Surrogacy Services Can Cooperate With Agencies

For many couples, deciding to start a family is a traditional, conventional path, with a woman allowing herself to become pregnant. She carries that baby for nine months and, when the time is right, gives birth to a child and a new life together as a family begins. For others, however, circumstances and even medical issues make it challenging to conceive naturally. 

Surrogacy is one of the most common and popular solutions to this, and as a result, it is used throughout the world. However, there are differing states of legality about how surrogacy can be used. Sometimes the laws vary from state to state or province to province within a single nation. But one thing that transcends all boundaries is that surrogacy requires more commitment, more time, more effort, organization, and investment than a traditional pregnancy, and that often means reaching out for help.

The Agency Challenge

Surrogacy agencies are one of the best ways for hopeful couples to make the challenge of surrogacy more efficient and streamlined. However, even the decision to work with a surrogacy agency does not mean that the process will now be fast, easy and everything will occur without issues or complications.

The majority of surrogacy agencies provide one of the most important and valuable services in the surrogacy process. They pair a potential surrogate mother with a hopeful couple on the search. Agencies offer a faster, safer way to find surrogate mothers. They introduce guidelines, standards, and specific metrics to ensure that surrogate mothers are suitable candidates with no health issues and screen hopeful couples to protect the surrogate mother herself, ensuring that everyone is safe and respected.

More Than Just The Search

A key challenge in modern surrogacy is that the medical situation has evolved to include more than just traditional surrogate processes. There was only one possible method of surrogacy in the past: having a surrogate mother use her own egg and inseminate her with donor sperm. Then the normal course of pregnancy occurred, and the baby that was born would have the usual genetic mix of 50% of the surrogate mother’s DNA from her egg and 50% of the DNA from the donated sperm. In traditional scenarios, this meant the child would have the DNA of the hopeful father in the couple.

Today, there are many more options. Some couples would prefer a child to have a traditional mix of 50% DNA from both parents, meaning that the hopeful mother’s egg and hopeful father’s sperm must both be implanted in a surrogate mother’s womb. Some specific instances of this type of implantation require retrieval of eggs that have been cryogenically stored because a hopeful mother opted before a medical procedure to have her eggs stored for use in the future.

Working Together

Surrogacy agencies now find themselves in a position where much more work, organization, coordination, and other services are involved. It’s not just a matter of screening appropriate surrogate mother candidates, which is still crucial to the entire process. Now, additional concerns may need to be considered for a successful surrogacy. If the surrogacy agencies can’t assist with these needs, it falls to the hopeful couple to try and wade through the possible candidates for multiple services and hope they have made the right choice.

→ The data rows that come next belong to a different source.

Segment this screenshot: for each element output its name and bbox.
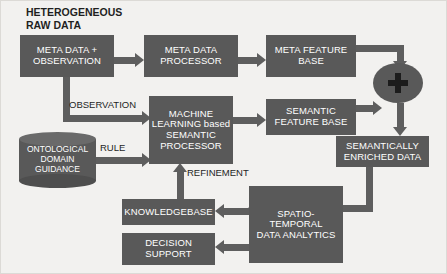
edge-label-rule: RULE (100, 142, 125, 153)
arrow-ml-to-semanticfeature-head (257, 113, 266, 127)
node-knowledgebase[interactable]: KNOWLEDGEBASE (122, 199, 215, 225)
node-knowledgebase-label: KNOWLEDGEBASE (122, 207, 215, 218)
diagram-title: HETEROGENEOUS RAW DATA (26, 6, 122, 32)
arrow-metadata-to-processor-head (135, 53, 144, 67)
arrow-spatio-to-knowledgebase-line (223, 208, 250, 215)
node-decision-support-label: DECISION SUPPORT (122, 238, 215, 259)
arrow-combiner-to-enriched-line (397, 103, 404, 129)
edge-label-observation: OBSERVATION (69, 99, 136, 110)
arrow-semanticfeature-to-combiner-head (373, 101, 382, 115)
arrow-observation-h (63, 115, 145, 122)
node-combiner[interactable] (373, 63, 423, 103)
arrow-spatio-to-knowledgebase-head (215, 204, 224, 218)
node-spatio-temporal-data-analytics-label: SPATIO-TEMPORAL DATA ANALYTICS (249, 209, 343, 241)
node-semantic-feature-base-label: SEMANTIC FEATURE BASE (266, 106, 356, 127)
node-ontological-domain-guidance[interactable]: ONTOLOGICAL DOMAIN GUIDANCE (19, 132, 96, 188)
node-meta-feature-base-label: META FEATURE BASE (266, 45, 356, 66)
node-semantic-feature-base[interactable]: SEMANTIC FEATURE BASE (266, 99, 356, 135)
node-decision-support[interactable]: DECISION SUPPORT (122, 233, 215, 265)
node-ontological-domain-guidance-label: ONTOLOGICAL DOMAIN GUIDANCE (19, 145, 96, 174)
diagram-canvas: HETEROGENEOUS RAW DATA META DATA + OBSER… (0, 0, 447, 274)
edge-label-refinement: REFINEMENT (187, 167, 249, 178)
arrow-processor-to-metafeature-head (257, 53, 266, 67)
arrow-ml-to-semanticfeature-line (233, 117, 259, 124)
node-meta-data-observation[interactable]: META DATA + OBSERVATION (20, 35, 114, 77)
arrow-spatio-to-decision-line (223, 244, 250, 251)
cylinder-bottom-ellipse (19, 174, 96, 188)
arrow-metadata-to-processor-line (114, 57, 137, 64)
node-machine-learning-processor[interactable]: MACHINE LEARNING based SEMANTIC PROCESSO… (149, 96, 233, 164)
arrow-spatio-to-decision-head (215, 240, 224, 254)
node-semantically-enriched-data-label: SEMANTICALLY ENRICHED DATA (336, 141, 429, 162)
arrow-combiner-to-enriched-head (393, 127, 407, 136)
arrow-refinement-line (177, 171, 184, 201)
arrow-refinement-head (173, 163, 187, 172)
arrow-rule-h (96, 157, 146, 164)
plus-icon (388, 73, 408, 93)
node-semantically-enriched-data[interactable]: SEMANTICALLY ENRICHED DATA (336, 136, 429, 167)
node-meta-feature-base[interactable]: META FEATURE BASE (266, 35, 356, 77)
node-meta-data-processor-label: META DATA PROCESSOR (144, 45, 238, 66)
node-machine-learning-processor-label: MACHINE LEARNING based SEMANTIC PROCESSO… (149, 109, 233, 152)
node-spatio-temporal-data-analytics[interactable]: SPATIO-TEMPORAL DATA ANALYTICS (249, 186, 343, 263)
arrow-processor-to-metafeature-line (238, 57, 259, 64)
node-meta-data-processor[interactable]: META DATA PROCESSOR (144, 35, 238, 77)
node-meta-data-observation-label: META DATA + OBSERVATION (20, 45, 114, 66)
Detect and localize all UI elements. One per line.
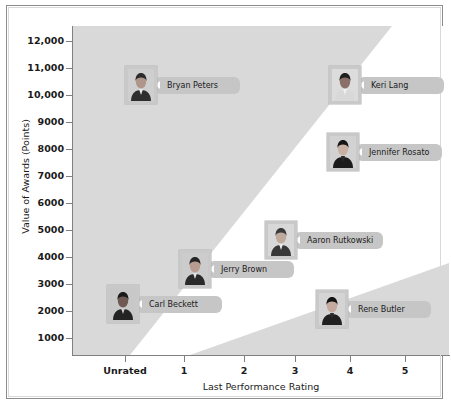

Now some of the factors that may need to be addressed include:

In Vitro Fertilization

In vitro fertilization, more commonly known as IVF, is the medical technique of fertilizing a donor egg in lab conditions with donor sperm, then taking that viable fertilized egg and implanting it in the uterus of a surrogate mother.

This extremely precise and complex medical procedure requires experienced medical staff to execute successfully. Finding the right medical group and scheduling the procedure can be daunting and time-consuming for hopeful couples.

Travel

In some instances, finding the right surrogate mother may necessitate leaving the country of residence to work with a surrogate mother in another nation. This is not unusual for countries where the legal status of surrogate mothers is that only “altruistic surrogacy” is legally permitted.

If the couple wishes to go with a compensated surrogacy process, where the surrogate mother receives financial recognition for her contribution, then scheduling multiple trips and returns to meet the surrogate and check in on her progress as well as be present for the birth with being required.

Legal Factors

Another consideration from both travel or IVF procedures is the legal consequences. In some instances, different countries may not automatically grant citizenship to an infant returning from another country. It’s important to ensure that birth, citizenship, and residence laws are understood from one country to the next, with a legal expert to ensure that when the time comes, a baby that is returning to the intended country of residence will not be declared “stateless” with no citizenship or permission to enter that country.

Because of these factors, it can be crucial for surrogacy agencies to cooperate with other organizations to ensure a smooth process.